→ Work to be completed
Copy exactly and only the lines running from the one that contains "This screenshot has height=403, width=716." to the final line of the data below, without the pictures.

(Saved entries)
—————

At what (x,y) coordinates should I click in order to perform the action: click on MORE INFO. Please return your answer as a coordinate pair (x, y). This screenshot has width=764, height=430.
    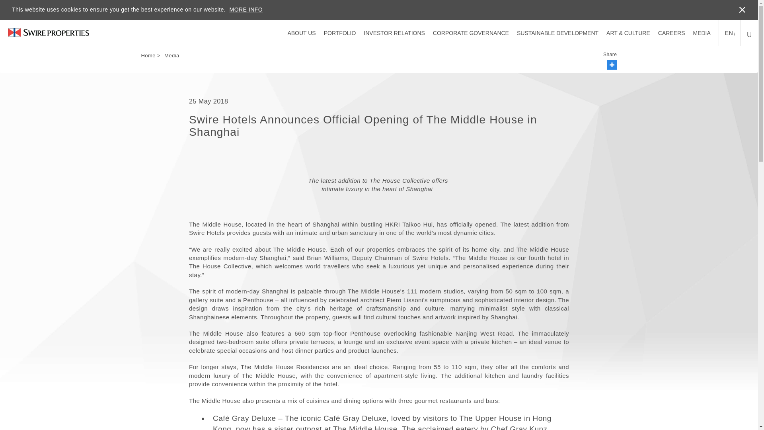
    Looking at the image, I should click on (246, 10).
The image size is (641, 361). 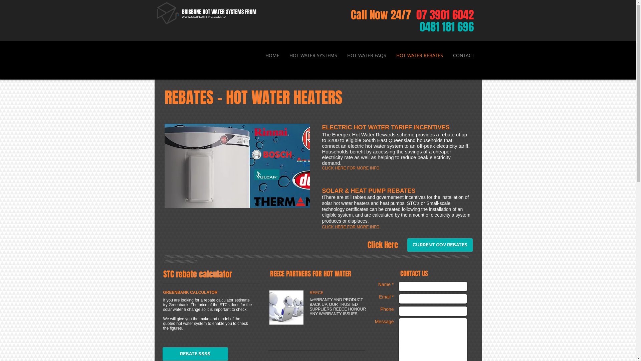 What do you see at coordinates (367, 55) in the screenshot?
I see `HOT WATER FAQS` at bounding box center [367, 55].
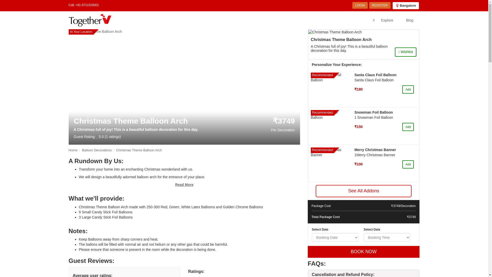 This screenshot has height=277, width=492. What do you see at coordinates (184, 184) in the screenshot?
I see `Read More` at bounding box center [184, 184].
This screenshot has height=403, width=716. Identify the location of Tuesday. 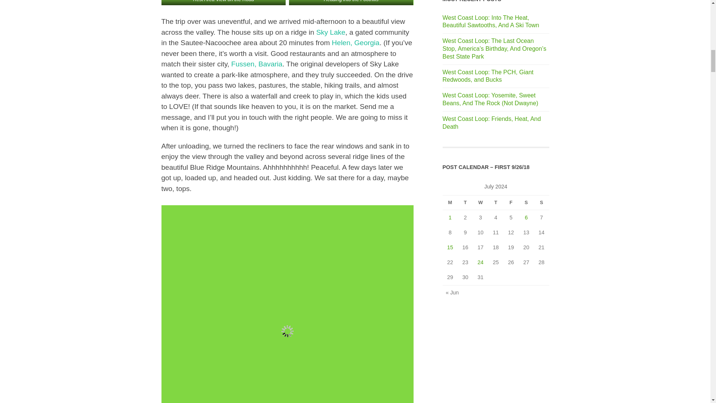
(465, 202).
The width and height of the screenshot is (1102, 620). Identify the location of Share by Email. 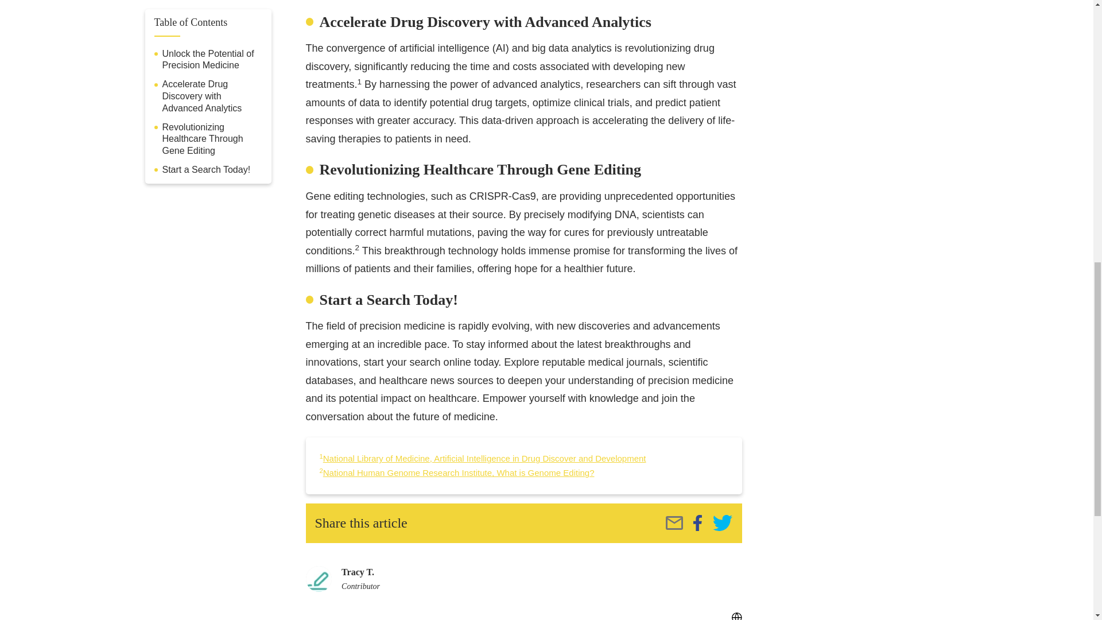
(674, 522).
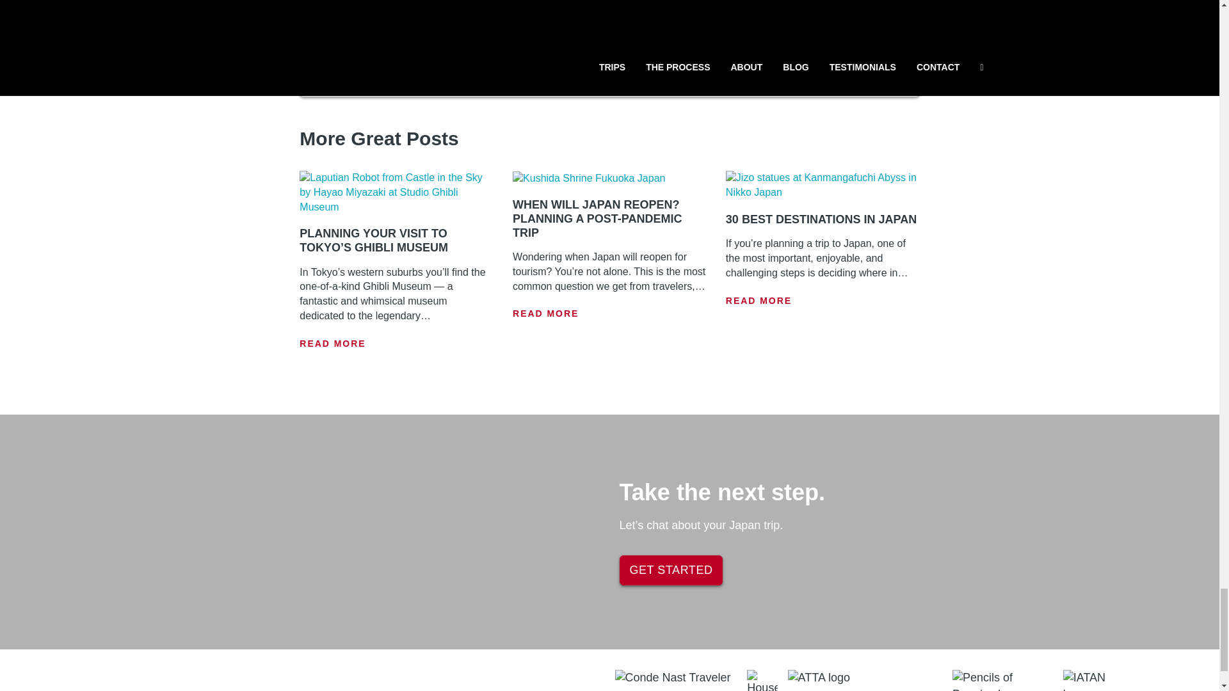  I want to click on Andres, so click(399, 39).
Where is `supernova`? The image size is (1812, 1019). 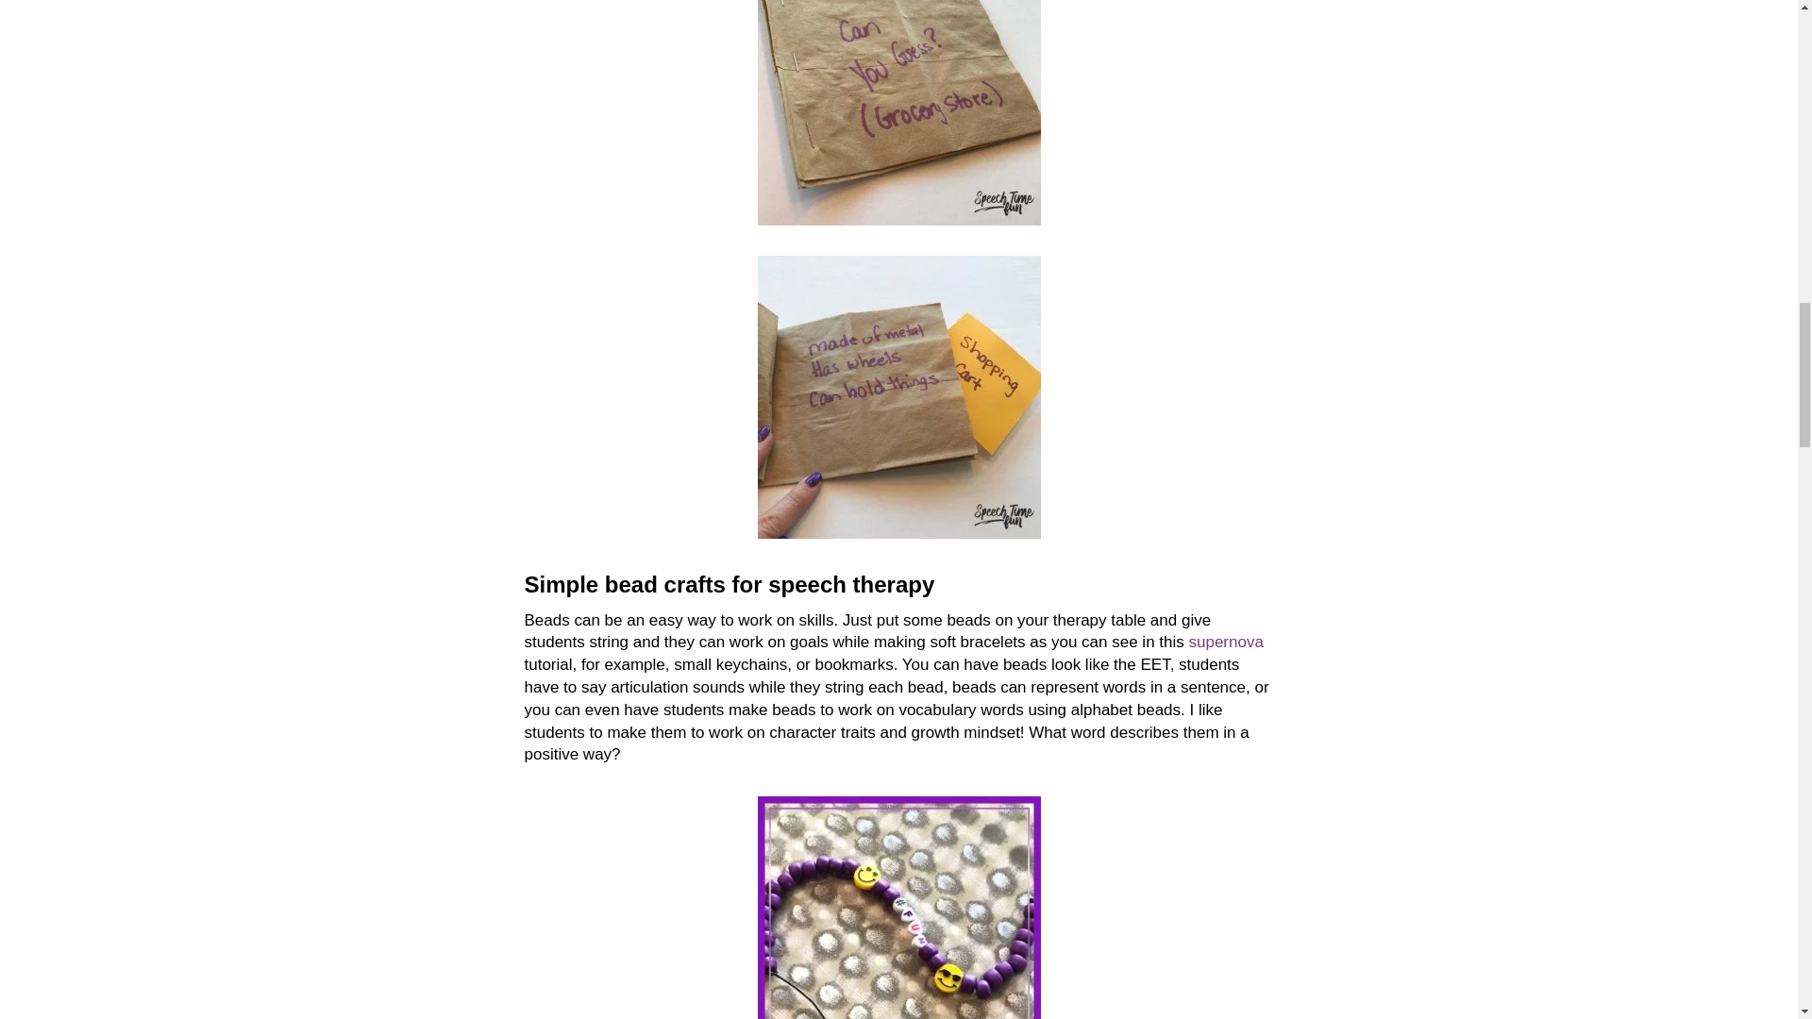
supernova is located at coordinates (1225, 642).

—————

→ Written solution
This screenshot has height=403, width=716. Identify the location of Tuesday. 
(465, 202).
The width and height of the screenshot is (1102, 620). Identify the location of Share by Email. 
(674, 522).
  I want to click on Andres, so click(399, 39).
Where is `supernova`? The image size is (1812, 1019). 
supernova is located at coordinates (1225, 642).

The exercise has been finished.